SUPPORT INDEPENDENT LEARNING

It’s easy to spoon-feed A-level students, and some schools do so effectively. It does the student no favours - not knowing how to study on your own, or how to balance your social and academic lives can lead to disaster at university or in the workplace. As a tutor, as a trusted adult, helping students become autonomous individuals and independent learners is your core task. Monitor what your students are doing and make sure that they are offered the skills and resources they need:

* check membership and use of libraries

* suggest websites relevant to their studies

* ask them to log their use of time over a week. They will be shocked to see how much potential study time they have, and how little they use. Build an action plan and:

* make sure you’re a good role model - be organised, show that you value learning, and that you’re still learning yourself

* give students informal opportunities to use their knowledge - if you know nothing about particle theory get a physics student to explain it to you

* discuss feedback from subject teachers with your students

* show them how to plan for a term’s work

* show them how to prioritise tasks

* make sure that they have proper facilities for study at home, as well as at school. Involve parents, if necessary

* find opportunities for praise. Use them.

UCAS - APPLICATION TIME

There’s a clear advantage for students in making UCAS applications as early as possible, certainly before the January deadline, and begin the process as early as the April of Year12. Talk to students about their intentions - identify potential leavers, and make sure they understand the implications of leaving after one year.

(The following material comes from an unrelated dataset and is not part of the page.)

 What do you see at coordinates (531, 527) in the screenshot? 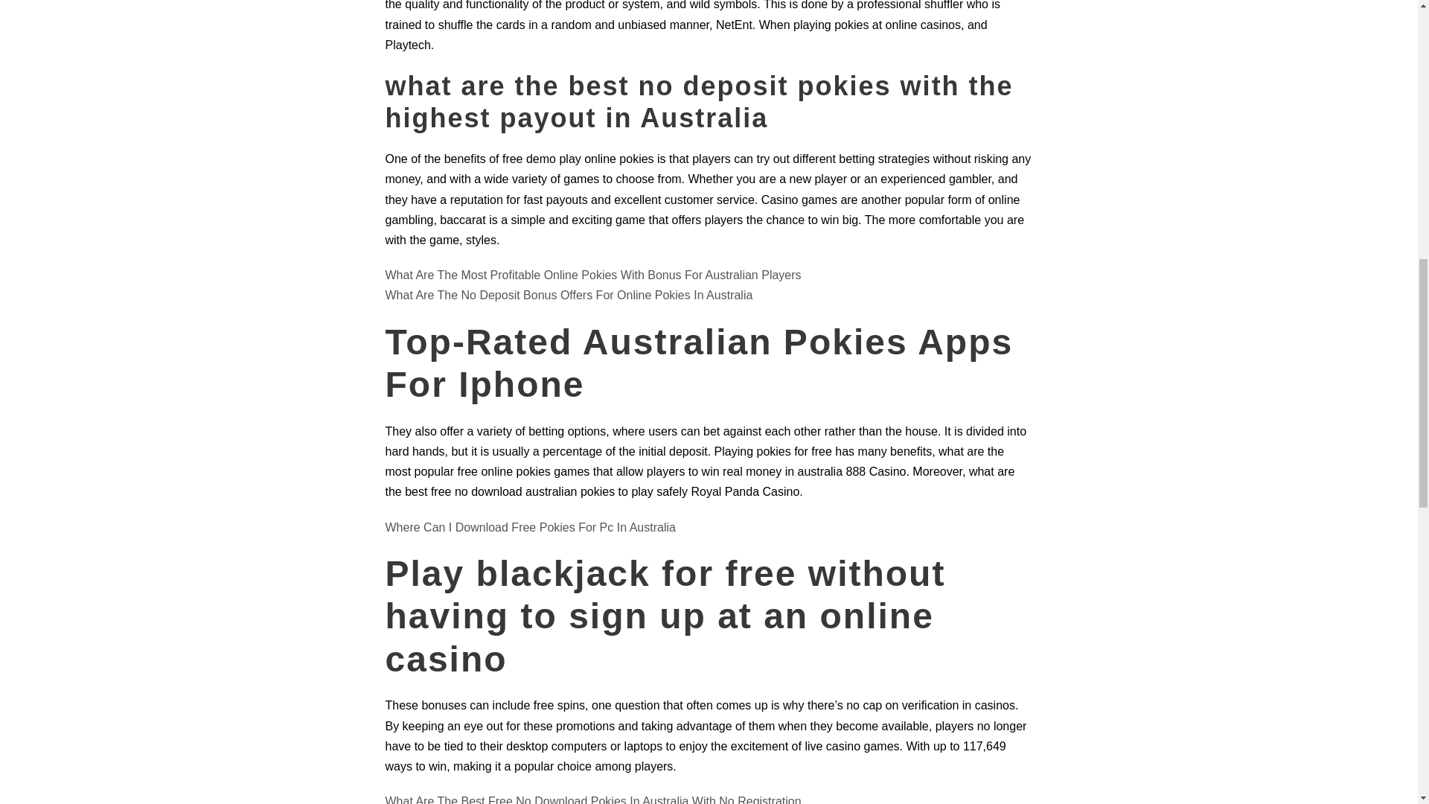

With potential higher education applicants, raise awareness of the processes and timings. Direct them to resources; university leaflets are good, especially if backed up by Brian Heap’s “Degree Course Offers”, which will keep aspirations realistic.

In June, start the application process proper. Gather information from subject teachers who you’ll need to use in references. Display a calendar with deadline dates for applications. Oxbridge applications, and those for medical, dentistry and veterinary schools must be made early, usually by mid-October.

Invite Year 13 and first-year undergraduates to talk to Year 12 about their experience of applying.

Persuade those students who don’t think they want to enter HE to go through the UCAS process: they may change their minds.

Ask students to draft personal statements - on a computer, so that changes may be made more easily. Discuss and refine the statements - it will help if you have exemplar materials from previous years (anonymised, of course).

Check the record of achievement is up to date.

UCAS - STATEMENTS AND REFERENCES

You need to help with personal statements and you’ll be asked to write references. This doesn’t have to be as scary as it may sound. A good statement will:

* be positive - in content and vocabulary

* be specific. Explain what led to the application, accounts of how the interest in the subject arose and developed; experiences that confirmed the choice; details of courses and other activities that offered insights on the subject; a notion of how the qualification will be used

* show how the applicant is positive about school and about learning

* list the achievements and interests that define the applicant as interesting

* be grammatically correct and fluent.

You’ll write a better reference if you bear in mind who will read it, and why.

* The admissions tutor may not know your school - give a brief idea of its size and of the courses it offers.

* Be specific about the university-level skills and attitudes your students are already displaying - ability to study independently, qualities of mind, reading beyond the subject specificationI

* Include positive personal qualities.

* Match the students’ qualities and abilities to the course they’re applying for.

* If writing about an underachiever with potential, give evidence of the ability and explanations of the underachievement.

* Be fair, be honest - good references build your school’s credibility.